THE BBC is overplaying complaints about former MasterChef host Gregg Wallace’s behaviour after underplaying them for years, a broadcasting expert has said.
Professor Lis Howell, a professor emeritus of journalism at City University of London who was formerly a managing editor at Sky News and the first female head of news at ITV, told BBC Radio Scotland that the story had put the broadcaster in a “difficult position”.
It comes after it was revealed that the BBC had had complaints about Wallace’s behaviour dating back to at least 2017. Scots broadcaster Aasmah Mir published emails in The Times where a BBC executive accepted that the host’s “unacceptable” behaviour “cannot continue” – yet nothing was done for years.
Furthermore, The Sun reported that in 2018 Gregg had been scolded by BBC bosses after making “inappropriate sexual comments” to a female staffer on the game show Impossible Celebrities – yet he was still allowed to continue hosting MasterChef.
And The Sunday Telegraph reported producer Georgia Harding, who worked on MasterChef between 2014 and 2015 and later Eat Well For Less, claimed she raised concerns about “inappropriate” behaviour from him while working on the show.

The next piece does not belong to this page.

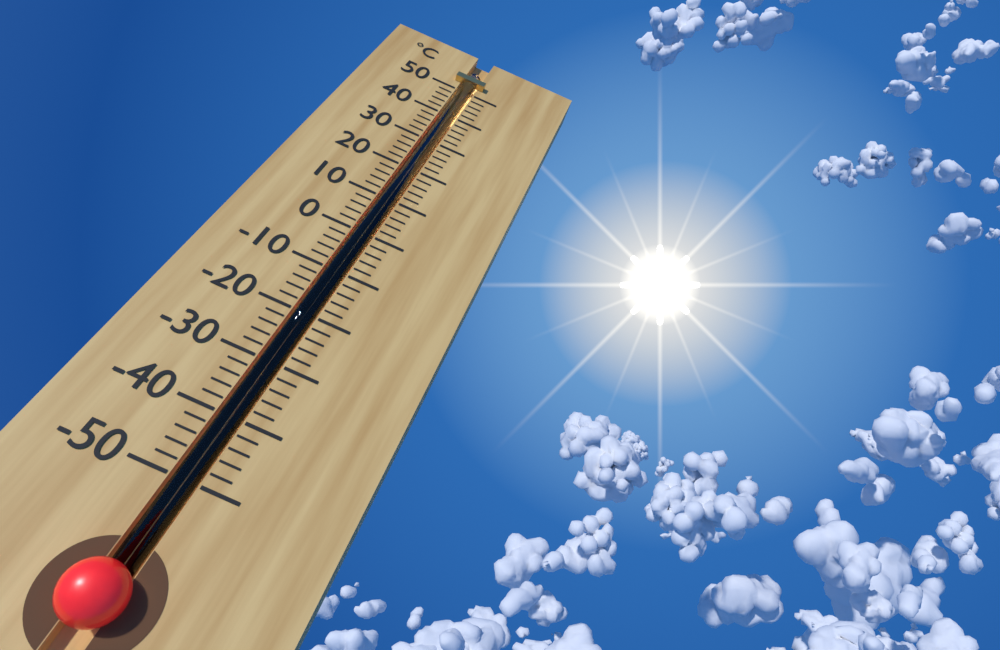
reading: 40 °C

Speaking on BBC Radio Scotland about the story on Monday, Professor Howell said the BBC “are overplaying this story now, after underplaying it for years and years”.
She went on: “There's been a constant drip of complaints – formal complaints are quite a different thing – but there's been a constant drip of people making comments or complaining about Gregg Wallace's attitude and what he said and so on …
“The BBC has made attempts to deal with it over the years, but now it's got out of control because there's a lot of people who have made the same sort of complaint all at once, and it's a question of the numbers at the time, and they're going to have to do something about it now.
“But I think making it, say, the lead story on BBC News at 10 even though it's a BBC news investigation, is out of proportion as well.
“I mean, Gregg Wallace is not a national treasure, in my view, and MasterChef is not Match of the Day. So now they're overplaying it, having underplayed it for years.”
The scandal erupting around Wallace was only worsened over the weekend after he claimed that the accusations of inappropriate behaviour against him came from “a handful of middle-class women of a certain age”.
The MasterChef presenter faces various allegations of making “inappropriate sexual jokes”, asking for the phone numbers of female members of production staff, and undressing in front of and standing “too close” to women working on his shows.
In a post on Instagram on Sunday, 60-year-old Wallace said: “I’ve been doing MasterChef for 20 years, amateur, celebrity and professional MasterChef, and I think, in that time, I have worked with over 4,000 contestants of all different ages, all different backgrounds, all walks of life.
“Apparently now, I’m reading in the paper, there’s been 13 complaints in that time.
“I can see the complaints coming from a handful of middle-class women of a certain age, just from Celebrity MasterChef.
“This isn’t right.
“In 20 years, over 20 years of television, can you imagine how many women, female contestants on MasterChef, have made sexual remarks, or sexual innuendo? Can you imagine?”
Ulrika Jonsson, who competed on Celebrity MasterChef in 2017, said she was “seething” while Kirstie Allsopp described his response as “unacceptable”.
Jonsson, who competed on Celebrity MasterChef in 2017 and claimed Wallace had been forced to apologise for one comment, told the Telegraph: “When he made reference to women of a certain age I was just seething … I was just absolutely wild.”
Allsopp, who alleged Wallace once made a comment to her about his sex life which left her “so embarrassed” she thought she “might cry”, said she was angered by the video.
“That is unacceptable. Because he is essentially saying this is a class issue and middle-class women don’t understand the type of things he says because he’s working-class. Well I’m sorry, but he’s doing an incredible disservice to men,” she told BBC Radio 4’s The World This Weekend.
“What’s he saying? That working-class men do this kind of thing, embarrass their wives and girlfriends and sisters and mothers? That’s unacceptable, of course, that’s not the case.”
Actress Emma Kennedy, who won Celebrity MasterChef in 2012, told BBC News “it doesn’t matter what the age of any woman is”.
She added: “Playing the ‘they’re having a go at me because I’m working class’ card is ridiculous.”
Kennedy, who returned to Celebrity MasterChef as a guest judge on three occasions in 2016, 2017 and 2018, said she had told a number of people at MasterChef about one incident which concerned her but had “no idea” what happened next.
A BBC source told PA: “While we are not going to comment on individuals or any internal HR processes, particularly when there is an ongoing process in place being run by [the broadcasting firm which produces MasterChef] Banijay who have the direct contractual relationship with Gregg Wallace.
“It would be wrong to report the BBC has done nothing if or when matters have been raised with us – not least because it is already being widely reported there were interventions in both 2017 and 2018 where action was taken.
“We continue to urge caution about pre-judging any of this, particularly the involvement of BBC staff members and any inference they have not acted appropriately.”